Theatre director, film maker and impresario

Theatre director, film maker and impresario

Born: June 19, 1940; Died: April 2, 2014

Jack Henry Moore, who has died aged 73, was an important and highly controversial figure in the early days of Edinburgh's Traverse Theatre in the 1960s.

A colourful American expatriate, with long hair and a full beard, he turned up unannounced one day on the doorstep of the theatre's founder Jim Haynes, another American expat, told him he had read about the Traverse and that he wanted a job.

Moore effectively became Haynes's assistant at the theatre, which was originally based in a former brothel in the Lawnmarket. It was set up as a club to bypass censorship laws and aimed to promote new plays by new playwrights and older plays with a new spin. There was a version of Macbeth with nude witches, for example, and Moore championed the work of CP Taylor, a working-class Jew from Glasgow, who went on to become one of the theatre's regular writers and one of Scotland's foremost playwrights.

Moore also directed several productions, including acclaimed versions of Dylan Thomas's A Child's Christmas in Wales (1964-65) and the American musical The Fantasticks (1966).

But Moore was an abrasive and divisive figure from the outset and a clash over his status led to the departure of both Moore and Haynes. Opinions differ over the exact detail. The board wanted Haynes's position formalised as artistic director, but would not approve Moore's position as deputy.

However, Haynes made it clear in his online autobiography that there was more to it. "1966… My situation in Edinburgh is in difficulty largely due to a growing dislike of Jack Henry Moore and his open homosexuality," he wrote. "If one were a homosexual in those days, it was required to stay in the closet. One certainly didn't flaunt it."

After their departure from Edinburgh, Moore and Haynes ran a version of the Traverse in London and hosted Yoko Ono's first "happening". They helped set up the International Times, an underground newspaper which continues today as a web journal. Moore was editor for a while. And they opened the UFO club, where Pink Floyd were effectively the house band.

Moore also became increasingly interested in the new medium of videotape, the use of which he pioneered after being bought his equipment by John Lennon and Yoko Ono. His archive contained tens of thousands of hours of sound and video recordings, including recordings of Lennon and Ono, the Grateful Dead and Pink Floyd.

Born in the little town of Sulphur, Oklahoma, in 1940, Moore began an engineering degree at Oklahoma State University, but switched to the performing arts - theatre, opera and ballet - while at the same time maintaining the interest in technology that would in due course lead him to record many of the arts projects and bands with which he was involved.

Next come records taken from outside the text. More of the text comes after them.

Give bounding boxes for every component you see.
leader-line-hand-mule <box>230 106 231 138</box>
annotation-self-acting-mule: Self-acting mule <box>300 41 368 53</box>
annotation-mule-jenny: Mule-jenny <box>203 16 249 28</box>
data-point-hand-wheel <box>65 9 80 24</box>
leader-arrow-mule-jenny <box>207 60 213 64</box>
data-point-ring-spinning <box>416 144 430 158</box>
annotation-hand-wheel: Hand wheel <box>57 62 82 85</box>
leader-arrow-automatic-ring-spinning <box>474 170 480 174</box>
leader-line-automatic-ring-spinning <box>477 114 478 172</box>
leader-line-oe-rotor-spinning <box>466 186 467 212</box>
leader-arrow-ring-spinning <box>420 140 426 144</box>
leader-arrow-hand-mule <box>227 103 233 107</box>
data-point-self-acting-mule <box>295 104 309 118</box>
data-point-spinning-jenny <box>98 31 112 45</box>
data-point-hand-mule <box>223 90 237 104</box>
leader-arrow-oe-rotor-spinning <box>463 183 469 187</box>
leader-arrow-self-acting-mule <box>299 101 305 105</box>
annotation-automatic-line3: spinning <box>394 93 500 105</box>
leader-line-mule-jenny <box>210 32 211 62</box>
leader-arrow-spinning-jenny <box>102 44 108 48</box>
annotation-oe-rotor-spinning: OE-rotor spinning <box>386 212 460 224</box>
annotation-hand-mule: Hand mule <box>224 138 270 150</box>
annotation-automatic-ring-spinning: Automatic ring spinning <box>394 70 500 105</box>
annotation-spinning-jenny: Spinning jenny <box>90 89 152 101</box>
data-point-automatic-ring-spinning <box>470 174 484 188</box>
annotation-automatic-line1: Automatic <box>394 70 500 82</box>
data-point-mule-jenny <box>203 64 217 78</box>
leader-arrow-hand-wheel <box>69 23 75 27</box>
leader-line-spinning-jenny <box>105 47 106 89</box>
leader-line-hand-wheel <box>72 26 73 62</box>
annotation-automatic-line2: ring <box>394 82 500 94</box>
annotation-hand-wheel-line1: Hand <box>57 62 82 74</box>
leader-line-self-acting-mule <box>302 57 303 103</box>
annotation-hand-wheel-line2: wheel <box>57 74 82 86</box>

He worked as a stage manager and theatre director in New York and Dublin and reputedly supplemented his earnings in Dublin by working as a private detective. He arrived on Jim Haynes's doorstep and began a friendship and working relationship that would last almost 40 years, although, as with so many of Moore's relationships, it was to end with a falling out.

In London they launched various initiatives, including the Traverse offshoot and the Arts Laboratory in Drury Lane, which had video and theatre spaces, both designed by Moore.

Moore produced or helped produce several major one-off events, including The Alchemical Wedding, (1968) at the Albert Hall. Lennon and Ono appeared in a bag (promoting their philosophy of "bagism") and dancers appeared in the nude. It was intended to make the audience think.

He set up an arts group called The Human Family and spent much of his time driving round Europe with various people in a bus. But there was resentment at the Arts Lab that scarce resources were being used to finance what looked to the unenlightened like an extended holiday.

He eventually settled in Amsterdam and founded the Melkweg (Milky Way), which remains an important cultural centre. Latterly he spent more and more time making videos and helping others to do so.

He established the video collective The Videoheads. There are several dozen Videoheads projects on youtube, including one of Salvador Dali and a naked woman and another featuring bondage and full-frontal male nudity.He also worked with Sony and UNESCO as a consultant and helped set up video projects in Asia and South America.

At the beginning of the 1990s he made a documentary about Marlene Dietrich called The Dietrich Songs. It almost got shown at the Cannes Film Festival, but there were problems over rights and it remains little seen.

True to the spirit of the 1960s, he was not a great believer in profit or making money. He owed thousands of euros in back rent for his flat in Paris and it was only when his plight attracted international attention that his eviction was averted a few years ago.

He announced his imminent death with the statement: "Penniless artist dies alone in Paris. This is hardly news." But of course the fact that he put out a statement might suggest he rather hoped it would be.